It’s never felt more important to play music by a genius woman.
The US is in a dark time and getting darker. But I have to believe that there are some things we can do now that can make things better in the long run. And I feel so lucky—while also feeling all the other feelings—that I have this focus, this project, this long view of history. It’s a luxury to slip away to imagining the nineteenth century and think about music.
And I’m thinking a lot about Agnes, of course. I’ve been playing snippets of her music on instagram, and yesterday I wanted to find the exact right music for the day. The beginning of the sonata was a contender—it’s a cry of anguish—but I didn’t quite want that. I ended up using a bit of the etude in D minor, because it has some sadness and some anger without, to me, feeling hopeless. I don’t want to feel hopeless or make anyone else feel hopeless.
But it was interesting to play so many different Agnes Tyrrell pieces yesterday and have to keep rejecting them because they were too joyful. I can’t stop thinking about that. She was so sick, and she didn’t get the attention she deserved from the wider world, and the Habsburg empire was no democracy, and she certainly didn’t have rights as a woman. And yet, and yet, and yet. There’s so much joy and fun and laughter in her music. I can’t help thinking that she had all sorts of problems and miseries and just got on with it.
I’ve been talking about playing Agnes as a form of radical optimism, because her music proves that what’s possible has always been more than we can imagine, but maybe her music can also give us radical joy: we can be heartbroken and hurting and still choose to find bubbling moments of happiness. So the next playing I post will be her nocturne. There are moments of dissonance and longing in it that I never quite felt till I played through them yesterday, but there’s also a sense of calm and love and a feeling of being grounded. I want to give that to people.
I think we’re going to need fun and laughter and music. The road ahead will be dark and heavy and we will need art and music to give us light and lightness.
It’s never felt more important to play music by a genius woman.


• **REQUIREMENT**: I would like you to output every record below exactly, apart from the pictures.

• **DATA IN THIS EXERCISE**:
=======

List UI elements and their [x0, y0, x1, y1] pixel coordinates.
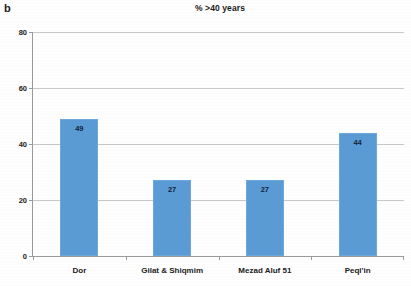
- bar-value-label: 27: [154, 185, 190, 194]
- y-tick-label: 60: [19, 84, 27, 93]
- x-tick-mark: [219, 256, 220, 260]
- y-tick-label: 40: [19, 140, 27, 149]
- x-tick-mark: [403, 256, 404, 260]
- bar[interactable]: 27: [246, 180, 284, 256]
- bar[interactable]: 27: [153, 180, 191, 256]
- x-tick-mark: [33, 256, 34, 260]
- y-tick-label: 80: [19, 28, 27, 37]
- chart-title: % >40 years: [55, 3, 385, 13]
- gridline-60: [33, 88, 404, 89]
- x-tick-mark: [126, 256, 127, 260]
- x-tick-mark: [311, 256, 312, 260]
- y-tick-mark-20: [29, 200, 33, 201]
- y-tick-label: 20: [19, 196, 27, 205]
- bar[interactable]: 44: [339, 133, 377, 256]
- x-axis-category-label: Peqi'in: [345, 266, 371, 275]
- x-axis-category-label: Gilat & Shiqmim: [141, 266, 203, 275]
- x-axis-category-label: Mezad Aluf 51: [238, 266, 291, 275]
- bar-value-label: 27: [247, 185, 283, 194]
- y-tick-mark-40: [29, 144, 33, 145]
- panel-label: b: [4, 2, 11, 14]
- gridline-80: [33, 32, 404, 33]
- y-tick-mark-60: [29, 88, 33, 89]
- plot-area: 020406080 49272744 DorGilat & ShiqmimMez…: [33, 32, 404, 256]
- x-axis-category-label: Dor: [72, 266, 86, 275]
- bar-value-label: 44: [340, 138, 376, 147]
- y-tick-mark-80: [29, 32, 33, 33]
- bar-value-label: 49: [61, 124, 97, 133]
- figure-panel-b: b % >40 years 020406080 49272744 DorGila…: [0, 0, 411, 286]
- bar[interactable]: 49: [60, 119, 98, 256]
- y-tick-label: 0: [23, 252, 27, 261]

=======

• **EXERCISE RESPONSE**:
List UI elements and their [x0, y0, x1, y1] pixel coordinates.
- bar-value-label: 27: [154, 185, 190, 194]
- y-tick-label: 60: [19, 84, 27, 93]
- x-tick-mark: [219, 256, 220, 260]
- y-tick-label: 40: [19, 140, 27, 149]
- x-tick-mark: [403, 256, 404, 260]
- bar[interactable]: 27: [246, 180, 284, 256]
- bar[interactable]: 27: [153, 180, 191, 256]
- x-tick-mark: [33, 256, 34, 260]
- y-tick-label: 80: [19, 28, 27, 37]
- chart-title: % >40 years: [55, 3, 385, 13]
- gridline-60: [33, 88, 404, 89]
- x-tick-mark: [126, 256, 127, 260]
- x-tick-mark: [311, 256, 312, 260]
- y-tick-mark-20: [29, 200, 33, 201]
- y-tick-label: 20: [19, 196, 27, 205]
- bar[interactable]: 44: [339, 133, 377, 256]
- x-axis-category-label: Peqi'in: [345, 266, 371, 275]
- x-axis-category-label: Gilat & Shiqmim: [141, 266, 203, 275]
- x-axis-category-label: Mezad Aluf 51: [238, 266, 291, 275]
- bar-value-label: 27: [247, 185, 283, 194]
- y-tick-mark-40: [29, 144, 33, 145]
- panel-label: b: [4, 2, 11, 14]
- gridline-80: [33, 32, 404, 33]
- y-tick-mark-60: [29, 88, 33, 89]
- plot-area: 020406080 49272744 DorGilat & ShiqmimMez…: [33, 32, 404, 256]
- x-axis-category-label: Dor: [72, 266, 86, 275]
- bar-value-label: 44: [340, 138, 376, 147]
- y-tick-mark-80: [29, 32, 33, 33]
- bar-value-label: 49: [61, 124, 97, 133]
- figure-panel-b: b % >40 years 020406080 49272744 DorGila…: [0, 0, 411, 286]
- bar[interactable]: 49: [60, 119, 98, 256]
- y-tick-label: 0: [23, 252, 27, 261]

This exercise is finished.